Bree stepped into the kitchen area so her mother could reach past her and shake Jackson’s hand.

“Nice to meet you,” he said, but his gaze was already pulling back to his daughter.

Sofia studied him, arms still around Bree’s neck, but head up, eyes bright with curiosity.

“Do you want me to stay?” Melissa asked.

“I’ll call you in a little bit.” Right after she finished shedding her clammy skin and throwing up the lunch she hadn’t yet eaten.

Melissa left Sofia’s backpack on the hook over the shoe rack and slipped out.

“Let’s take off your things.” Bree removed Sofia’s boots, then slid her to the floor and took her jacket to hang it.

Sofia stayed beside her, one arm wrapped around Bree’s leg as she stared up at Jackson. Bree smoothed hair that had been mussed by Sofia’s winter hat.

“This is Jackson. He’s—” She looked at him. Was he ready for this?

“I’m Papà .” Jax crouched and let one knee touch the floor, then braced his hand on his thigh. “That’s how we say Daddy in Italy. Do you want to try it?”

Bree’s heart lurched.

Sofia was still hugging her leg and looked up at her.

Bree nodded, throat tight. “If you want to.”

“Papà?” Sofia looked at him shyly.

“Perfect.” A slow, proud smile spread across Jax’s face.

Sofia smiled back.

Bree’s heart writhed with emotions she couldn’t name. The connection was forming before her eyes. It was beautiful in the most painful way and painful in a beautiful way.

“There’s something important I need to tell you, Sofia,” Jax continued in a quiet, somber tone. “I didn’t know about you. I should have asked your mama for her phone number when we met, but I didn’t. That was my mistake. If I had, you would already know me. I’m very sorry it took so long for me to come see you, but I’m here now. You’ll always know how to find me from now on.”

Oh. Bree swallowed back the heart rising into her throat, then it was pulled clean out of her body by her daughter.

Sofia stepped across the space. Her small arms splayed out, trying to hug Jackson’s wide chest. Her little head rested on his shoulder for the length of a couple of heartbeats while she said, “That’s okay. We still love each other. You can do better next time.”

Shock blanked Jax’s expression.

Bree covered her laugh, but she was also tearing up. It was exactly how she and Sofia made up after a spat. Usually, it was Sofia kicking up and having to apologize, but Bree always reassured her that her love never faltered. It seemed her daughter had absorbed how to be gracious in accepting remorse.

As Jax’s arms twitched to wrap around her, Sofia darted back to clasp Bree’s leg again. She looked up at her with an anxious look that asked, Did I do it right?

“That was very well done,” Bree assured her with another stroke of her hair, blinking the dampness from her eyes.

“Can I have screen time?” Ah, the attention span of a preschooler.

“You can wash your hands and we’ll all have a snack.

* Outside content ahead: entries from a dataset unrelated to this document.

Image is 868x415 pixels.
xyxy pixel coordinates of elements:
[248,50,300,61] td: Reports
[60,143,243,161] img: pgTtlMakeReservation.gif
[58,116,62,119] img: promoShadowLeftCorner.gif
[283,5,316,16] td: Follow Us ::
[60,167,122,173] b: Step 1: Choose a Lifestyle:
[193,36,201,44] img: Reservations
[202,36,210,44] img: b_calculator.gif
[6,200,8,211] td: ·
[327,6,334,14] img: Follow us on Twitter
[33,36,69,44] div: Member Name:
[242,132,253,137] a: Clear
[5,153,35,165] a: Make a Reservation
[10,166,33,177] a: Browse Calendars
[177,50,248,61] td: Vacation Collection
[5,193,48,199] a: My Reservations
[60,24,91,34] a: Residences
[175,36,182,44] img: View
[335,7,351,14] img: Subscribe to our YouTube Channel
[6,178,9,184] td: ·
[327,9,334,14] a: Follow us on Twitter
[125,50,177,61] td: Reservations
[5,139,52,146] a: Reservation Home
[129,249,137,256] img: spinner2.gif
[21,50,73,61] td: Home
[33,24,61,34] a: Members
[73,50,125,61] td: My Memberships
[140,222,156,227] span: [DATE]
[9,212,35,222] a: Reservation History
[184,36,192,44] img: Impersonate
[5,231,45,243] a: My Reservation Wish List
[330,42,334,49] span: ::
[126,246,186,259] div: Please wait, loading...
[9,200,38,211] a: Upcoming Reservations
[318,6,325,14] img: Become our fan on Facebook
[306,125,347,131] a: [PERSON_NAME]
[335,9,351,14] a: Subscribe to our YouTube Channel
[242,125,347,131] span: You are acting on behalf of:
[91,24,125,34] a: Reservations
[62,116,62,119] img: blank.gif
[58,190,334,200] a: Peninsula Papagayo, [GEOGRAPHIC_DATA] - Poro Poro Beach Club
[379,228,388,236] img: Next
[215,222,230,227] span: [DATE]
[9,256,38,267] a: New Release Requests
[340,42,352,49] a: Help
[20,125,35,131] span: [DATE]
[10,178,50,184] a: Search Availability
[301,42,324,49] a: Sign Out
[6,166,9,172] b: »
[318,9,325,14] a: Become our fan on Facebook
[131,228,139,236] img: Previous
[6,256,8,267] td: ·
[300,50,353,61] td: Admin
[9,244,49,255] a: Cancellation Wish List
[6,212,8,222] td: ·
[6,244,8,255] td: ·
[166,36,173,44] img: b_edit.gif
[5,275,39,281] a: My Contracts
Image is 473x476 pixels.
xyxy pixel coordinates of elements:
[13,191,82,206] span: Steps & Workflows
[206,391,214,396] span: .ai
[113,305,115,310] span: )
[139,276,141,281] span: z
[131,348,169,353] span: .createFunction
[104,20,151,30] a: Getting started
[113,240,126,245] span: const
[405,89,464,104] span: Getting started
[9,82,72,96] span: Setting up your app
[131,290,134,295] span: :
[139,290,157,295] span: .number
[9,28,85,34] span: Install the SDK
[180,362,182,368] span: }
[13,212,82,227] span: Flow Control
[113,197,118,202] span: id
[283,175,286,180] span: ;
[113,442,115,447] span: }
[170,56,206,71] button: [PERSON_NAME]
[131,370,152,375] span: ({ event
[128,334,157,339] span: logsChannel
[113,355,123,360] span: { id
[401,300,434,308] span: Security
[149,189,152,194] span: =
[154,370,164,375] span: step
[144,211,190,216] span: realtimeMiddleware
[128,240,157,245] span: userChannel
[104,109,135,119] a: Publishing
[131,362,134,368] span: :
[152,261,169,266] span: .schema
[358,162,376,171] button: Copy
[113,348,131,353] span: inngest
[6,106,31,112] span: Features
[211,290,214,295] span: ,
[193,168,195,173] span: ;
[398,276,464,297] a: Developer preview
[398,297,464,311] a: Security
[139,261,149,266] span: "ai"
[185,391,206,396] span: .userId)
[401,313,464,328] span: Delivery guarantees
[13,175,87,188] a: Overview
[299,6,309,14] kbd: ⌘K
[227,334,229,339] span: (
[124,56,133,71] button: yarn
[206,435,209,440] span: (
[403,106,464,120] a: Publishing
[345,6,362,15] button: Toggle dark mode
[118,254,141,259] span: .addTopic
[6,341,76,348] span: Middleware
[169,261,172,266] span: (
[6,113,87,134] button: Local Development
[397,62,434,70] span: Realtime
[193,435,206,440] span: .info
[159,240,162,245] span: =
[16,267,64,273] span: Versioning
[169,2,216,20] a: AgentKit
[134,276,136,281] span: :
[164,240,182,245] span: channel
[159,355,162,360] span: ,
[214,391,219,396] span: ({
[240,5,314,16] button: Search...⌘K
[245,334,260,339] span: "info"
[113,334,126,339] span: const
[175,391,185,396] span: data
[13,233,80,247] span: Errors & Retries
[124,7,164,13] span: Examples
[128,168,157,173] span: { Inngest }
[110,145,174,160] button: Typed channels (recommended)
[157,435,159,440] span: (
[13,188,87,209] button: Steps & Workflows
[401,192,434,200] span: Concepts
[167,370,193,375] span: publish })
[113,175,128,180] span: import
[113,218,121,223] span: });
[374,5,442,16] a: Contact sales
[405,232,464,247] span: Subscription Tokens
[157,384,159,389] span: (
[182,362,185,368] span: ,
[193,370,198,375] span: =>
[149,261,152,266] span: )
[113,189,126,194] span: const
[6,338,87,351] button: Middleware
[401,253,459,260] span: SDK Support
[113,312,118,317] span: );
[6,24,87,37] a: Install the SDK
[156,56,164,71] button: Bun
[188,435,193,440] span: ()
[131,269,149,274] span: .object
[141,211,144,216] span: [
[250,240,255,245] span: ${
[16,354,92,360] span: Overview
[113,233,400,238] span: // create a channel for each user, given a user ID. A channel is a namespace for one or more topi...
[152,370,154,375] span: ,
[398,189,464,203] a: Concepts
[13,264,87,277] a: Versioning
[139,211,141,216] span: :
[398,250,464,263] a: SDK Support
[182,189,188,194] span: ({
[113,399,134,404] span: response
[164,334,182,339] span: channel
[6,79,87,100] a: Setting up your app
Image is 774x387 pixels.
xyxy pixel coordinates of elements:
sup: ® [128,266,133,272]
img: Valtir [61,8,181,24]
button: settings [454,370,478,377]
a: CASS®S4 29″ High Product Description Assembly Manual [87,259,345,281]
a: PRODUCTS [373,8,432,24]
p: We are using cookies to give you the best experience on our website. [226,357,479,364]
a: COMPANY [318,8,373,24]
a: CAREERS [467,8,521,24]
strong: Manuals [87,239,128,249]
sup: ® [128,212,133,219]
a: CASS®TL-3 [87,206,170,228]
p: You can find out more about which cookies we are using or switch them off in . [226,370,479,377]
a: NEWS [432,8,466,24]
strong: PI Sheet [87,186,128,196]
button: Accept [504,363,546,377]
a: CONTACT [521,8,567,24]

Then we’ll talk about screen time.”

“Deal!” Sofia ran into the bathroom.

There was a scraping sound as Sofia dragged her step stool to the sink, then she began to sing “Happy Birthday.”

Jackson uncoiled to stand, the movement seeming to take great effort. His expression was stunned, as though Sofia had been a linebacker who had leveled him into the ground and his ears were still ringing.

That’s what Bree thought, anyway, until his gaze flashed into hers, alight with purpose. Then she realized his gradual unfolding was actually the energy of a panther leaping in slow motion.

“You’re coming to Italy,” he told her.

“No, Jax.” She kept her voice down and shook her head, but had the sense that she was the one who was reacting too slowly. Invisible paws were closing around her, sharp talons extending to trap her in an inescapable cage.

“Yes,” he continued as though she hadn’t spoken. “And I think we should marry.”